A Quote by Steve Ells

When I graduated from cooking school, I went to work at Stars, which was one of my favorite restaurants in the country at the time, and that's where I really learned to cook and to taste food in a discerning way.
Something I learned when I was very young: with cooking, it doesn't matter where you are; you can always cook. You can end up in small village in Peru where somebody's cooking, take a spoon and taste it, and you might not be too sure what you're eating, but you can taste the soul in the food. That's what is beautiful with food.
Let’s get one thing straight: Mexican food takes a certain amount of time to cook. If you don’t have the time, don’t cook it. You can rush a Mexican meal, but you will pay in some way. You can buy so-called Mexican food at too many restaurants that say they cook Mexican food. But the real food, the most savory food, is prepared with time and love and at home. So, give up the illusion that you can throw Mexican food together. Just understand that you are going to have to make and take the time.
I'm either at the movie theater, or I'm at home cooking - well, not really cooking because I don't cook, I usually have friends over who can cook, and they do the cooking. I'm sort of a homebody, even though I love going out to dinner and I love going to the movies. Those are my favorite things to do on a night off.
Every country possesses, it seems, the sort of cuisine it deserves, which is to say the sort of cuisine it is appreciative enough to want. I used to think that the notoriously bad cooking of the English was an example to the contrary, and that the English cook the way they do because, through sheer technical deficiency, they had not been able to master the art of cooking. I have discovered to my stupefaction that the English cook that way because that is the way they like it.
When I was first approached for 'Pass the Plate,' I was thrilled because I love to cook. And I love to cook healthy. The reason I started cooking was because I would go to restaurants and have just amazing food but feel so heavy and gross. I would go home and try to cook the same thing, but a healthy version.
I love food and I love everything involved with food. I love the fun of it. I love restaurants. I love cooking, although I don't cook very much. I love kitchens.
Food has always been in my life. Being born in Ethiopia, where there was a lack of food, and then really cooking with my grandmother Helga in Sweden. And my grandmother Helga was a cook's cook.
I think that there's some brainwashing going on with this idea that we don't have time to cook anymore. We have made cooking seem much more complicated than it is, and part of that comes from watching cooking shows on television-we've turned cooking into a spectator sport. ...My wife and I both work, and we can get a very nice dinner on the table in a half hour. It would not take any less time for us to drive to a fast-food outlet and order, sit down, and bus our table.
My cousin owns restaurants, and I used to work in his restaurants with his chef. I've always liked food, and I've always been interested in cooking and stuff like that.
I absolutely love Indonesian restaurants! We have many Indonesian restaurants in Jakarta and I'd like to be able to visit all of them to taste their food. When I visit a restaurant, I get so many references for food and am inspired to create Indonesian cuisine in my own way.
I don't know that I have a favorite meal. When I'm cooking I'm thinking about the person I'm feeding and I want to make them whatever they want. My husband's favorite meal is carbonara. I guess my favorite food is anything my mom makes. Because like anybody who loves their mother's cooking, if you try and make your mom's recipes, they never taste quite the same. And I don't know if that's because she's lying about what she's putting in there and just not telling me. Like when I turn my back, she's sneaking something in there. It just never seems to taste the same.
I was not such a great student, .. So, when I graduated high school, I went to work cooking. I cooked a little at home, but back then, cooking wasn't really a profession that you aspired to, unless your family was in the business. I looked at it as a job. My first job was at Joe Allen's, and I remember there was a photo over the bar of the Triple Dead Heat from the 1944 Carter Handicap.
My mum, she's a really good cook, she was our school cook as well, so in primary school. She was always cooking and in the kitchen so I've always been interested in it through her.
One of the reasons we eat fast food is that we don't have to cook fast food. We are out-sourcing cooking to corporations, they tend to cook with far too much salt, fat, and sugar.
Out of culinary school, I worked as a pastry cook in amazing restaurants for years. I ended up leaving the pastry cook scene because, though I loved the industry, the restaurants and the chefs I worked for so much, I had to be honest with myself. I was never going to be them.
Noel [Charles, husband] and I love cooking. He does his cooking and I do mine. I'm the traditional English cook, with a twist now and then. Because I was married to an Italian, I'm also pretty good at Italian food. Noel, he can cook anything, so can Julian.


- _EXERCISE_: Quote the entries word for word. Omit the pictures.

- _RECORDS SHOWN_:
<<<<
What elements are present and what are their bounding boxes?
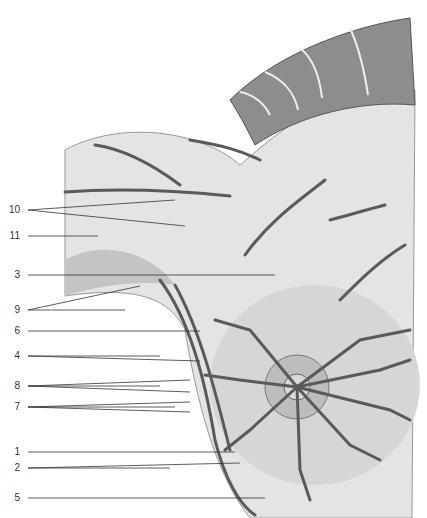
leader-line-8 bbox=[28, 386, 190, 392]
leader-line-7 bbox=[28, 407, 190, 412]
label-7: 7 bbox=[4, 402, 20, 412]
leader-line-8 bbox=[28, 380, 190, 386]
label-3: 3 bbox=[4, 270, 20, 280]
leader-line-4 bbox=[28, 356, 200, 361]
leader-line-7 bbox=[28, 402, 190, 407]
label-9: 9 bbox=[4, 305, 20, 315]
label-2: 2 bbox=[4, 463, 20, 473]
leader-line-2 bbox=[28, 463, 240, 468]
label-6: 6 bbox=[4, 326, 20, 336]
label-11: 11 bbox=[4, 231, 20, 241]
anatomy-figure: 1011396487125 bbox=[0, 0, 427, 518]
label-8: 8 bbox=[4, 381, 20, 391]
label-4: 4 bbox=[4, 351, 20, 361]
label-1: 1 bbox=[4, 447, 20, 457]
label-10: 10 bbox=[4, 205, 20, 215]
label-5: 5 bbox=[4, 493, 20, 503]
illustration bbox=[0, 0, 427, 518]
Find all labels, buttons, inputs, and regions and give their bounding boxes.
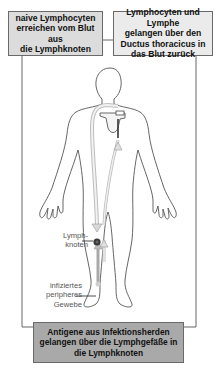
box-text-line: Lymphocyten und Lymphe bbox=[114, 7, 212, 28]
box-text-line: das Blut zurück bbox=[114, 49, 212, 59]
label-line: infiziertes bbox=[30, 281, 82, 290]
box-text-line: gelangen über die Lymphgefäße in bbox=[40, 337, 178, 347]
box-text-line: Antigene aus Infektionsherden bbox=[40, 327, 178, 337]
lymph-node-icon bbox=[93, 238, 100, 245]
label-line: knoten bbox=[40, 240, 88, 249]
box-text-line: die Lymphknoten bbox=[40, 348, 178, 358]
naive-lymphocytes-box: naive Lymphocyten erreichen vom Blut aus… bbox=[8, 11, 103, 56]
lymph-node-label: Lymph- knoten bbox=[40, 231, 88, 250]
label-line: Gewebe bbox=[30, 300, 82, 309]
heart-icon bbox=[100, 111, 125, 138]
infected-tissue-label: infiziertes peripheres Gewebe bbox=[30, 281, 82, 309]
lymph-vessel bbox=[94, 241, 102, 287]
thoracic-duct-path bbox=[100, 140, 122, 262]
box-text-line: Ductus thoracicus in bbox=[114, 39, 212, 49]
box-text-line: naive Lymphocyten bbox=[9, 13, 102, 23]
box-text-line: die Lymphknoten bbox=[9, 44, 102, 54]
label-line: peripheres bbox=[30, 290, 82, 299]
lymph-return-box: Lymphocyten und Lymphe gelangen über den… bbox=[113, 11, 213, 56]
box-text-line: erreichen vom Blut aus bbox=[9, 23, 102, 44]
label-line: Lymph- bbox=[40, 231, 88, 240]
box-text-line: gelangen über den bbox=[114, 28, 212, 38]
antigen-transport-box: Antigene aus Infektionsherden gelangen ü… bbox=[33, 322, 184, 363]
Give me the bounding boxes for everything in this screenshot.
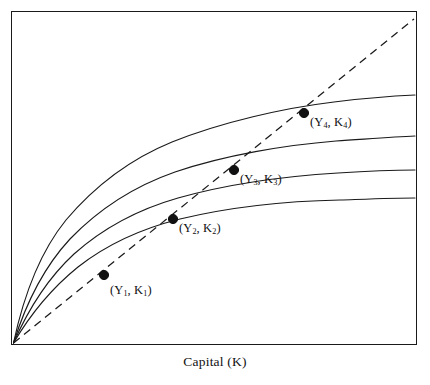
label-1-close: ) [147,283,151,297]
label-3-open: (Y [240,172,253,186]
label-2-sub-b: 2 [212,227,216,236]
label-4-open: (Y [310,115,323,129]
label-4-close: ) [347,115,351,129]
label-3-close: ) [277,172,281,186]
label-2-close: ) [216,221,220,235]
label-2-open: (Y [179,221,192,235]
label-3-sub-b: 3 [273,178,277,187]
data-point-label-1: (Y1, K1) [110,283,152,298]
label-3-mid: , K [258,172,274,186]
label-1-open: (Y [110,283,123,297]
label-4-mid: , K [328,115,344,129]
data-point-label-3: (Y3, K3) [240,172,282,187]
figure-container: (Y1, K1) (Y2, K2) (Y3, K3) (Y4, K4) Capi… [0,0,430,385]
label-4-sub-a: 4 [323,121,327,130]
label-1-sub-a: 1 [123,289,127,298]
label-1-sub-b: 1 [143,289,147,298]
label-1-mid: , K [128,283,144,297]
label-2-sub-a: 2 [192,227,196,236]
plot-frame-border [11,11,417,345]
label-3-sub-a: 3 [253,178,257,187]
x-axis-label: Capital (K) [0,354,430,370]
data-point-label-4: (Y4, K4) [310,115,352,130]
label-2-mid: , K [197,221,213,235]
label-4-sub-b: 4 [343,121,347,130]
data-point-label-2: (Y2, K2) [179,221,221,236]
>>>>
- _RESPONSE TO THIS EXERCISE_:
What elements are present and what are their bounding boxes?
leader-line-8 bbox=[28, 386, 190, 392]
leader-line-7 bbox=[28, 407, 190, 412]
label-7: 7 bbox=[4, 402, 20, 412]
leader-line-8 bbox=[28, 380, 190, 386]
label-3: 3 bbox=[4, 270, 20, 280]
leader-line-4 bbox=[28, 356, 200, 361]
leader-line-7 bbox=[28, 402, 190, 407]
label-9: 9 bbox=[4, 305, 20, 315]
label-2: 2 bbox=[4, 463, 20, 473]
leader-line-2 bbox=[28, 463, 240, 468]
label-6: 6 bbox=[4, 326, 20, 336]
label-11: 11 bbox=[4, 231, 20, 241]
anatomy-figure: 1011396487125 bbox=[0, 0, 427, 518]
label-8: 8 bbox=[4, 381, 20, 391]
label-4: 4 bbox=[4, 351, 20, 361]
label-1: 1 bbox=[4, 447, 20, 457]
label-10: 10 bbox=[4, 205, 20, 215]
label-5: 5 bbox=[4, 493, 20, 503]
illustration bbox=[0, 0, 427, 518]
Find all labels, buttons, inputs, and regions and give their bounding boxes.
box-text-line: Lymphocyten und Lymphe bbox=[114, 7, 212, 28]
box-text-line: das Blut zurück bbox=[114, 49, 212, 59]
label-line: infiziertes bbox=[30, 281, 82, 290]
box-text-line: gelangen über die Lymphgefäße in bbox=[40, 337, 178, 347]
box-text-line: Antigene aus Infektionsherden bbox=[40, 327, 178, 337]
lymph-node-icon bbox=[93, 238, 100, 245]
label-line: knoten bbox=[40, 240, 88, 249]
box-text-line: die Lymphknoten bbox=[40, 348, 178, 358]
naive-lymphocytes-box: naive Lymphocyten erreichen vom Blut aus… bbox=[8, 11, 103, 56]
lymph-node-label: Lymph- knoten bbox=[40, 231, 88, 250]
label-line: Gewebe bbox=[30, 300, 82, 309]
heart-icon bbox=[100, 111, 125, 138]
infected-tissue-label: infiziertes peripheres Gewebe bbox=[30, 281, 82, 309]
lymph-vessel bbox=[94, 241, 102, 287]
thoracic-duct-path bbox=[100, 140, 122, 262]
box-text-line: Ductus thoracicus in bbox=[114, 39, 212, 49]
box-text-line: naive Lymphocyten bbox=[9, 13, 102, 23]
box-text-line: die Lymphknoten bbox=[9, 44, 102, 54]
label-line: peripheres bbox=[30, 290, 82, 299]
lymph-return-box: Lymphocyten und Lymphe gelangen über den… bbox=[113, 11, 213, 56]
box-text-line: erreichen vom Blut aus bbox=[9, 23, 102, 44]
label-line: Lymph- bbox=[40, 231, 88, 240]
box-text-line: gelangen über den bbox=[114, 28, 212, 38]
antigen-transport-box: Antigene aus Infektionsherden gelangen ü… bbox=[33, 322, 184, 363]
Give me the bounding boxes for everything in this screenshot.
label-1-close: ) [147,283,151,297]
label-3-open: (Y [240,172,253,186]
label-2-sub-b: 2 [212,227,216,236]
label-4-open: (Y [310,115,323,129]
label-4-close: ) [347,115,351,129]
label-3-close: ) [277,172,281,186]
label-2-close: ) [216,221,220,235]
label-2-open: (Y [179,221,192,235]
label-3-sub-b: 3 [273,178,277,187]
data-point-label-1: (Y1, K1) [110,283,152,298]
label-3-mid: , K [258,172,274,186]
label-1-open: (Y [110,283,123,297]
label-4-mid: , K [328,115,344,129]
data-point-label-3: (Y3, K3) [240,172,282,187]
figure-container: (Y1, K1) (Y2, K2) (Y3, K3) (Y4, K4) Capi… [0,0,430,385]
label-4-sub-a: 4 [323,121,327,130]
label-1-sub-a: 1 [123,289,127,298]
label-1-sub-b: 1 [143,289,147,298]
label-1-mid: , K [128,283,144,297]
label-2-sub-a: 2 [192,227,196,236]
plot-frame-border [11,11,417,345]
label-3-sub-a: 3 [253,178,257,187]
x-axis-label: Capital (K) [0,354,430,370]
data-point-label-4: (Y4, K4) [310,115,352,130]
label-2-mid: , K [197,221,213,235]
label-4-sub-b: 4 [343,121,347,130]
data-point-label-2: (Y2, K2) [179,221,221,236]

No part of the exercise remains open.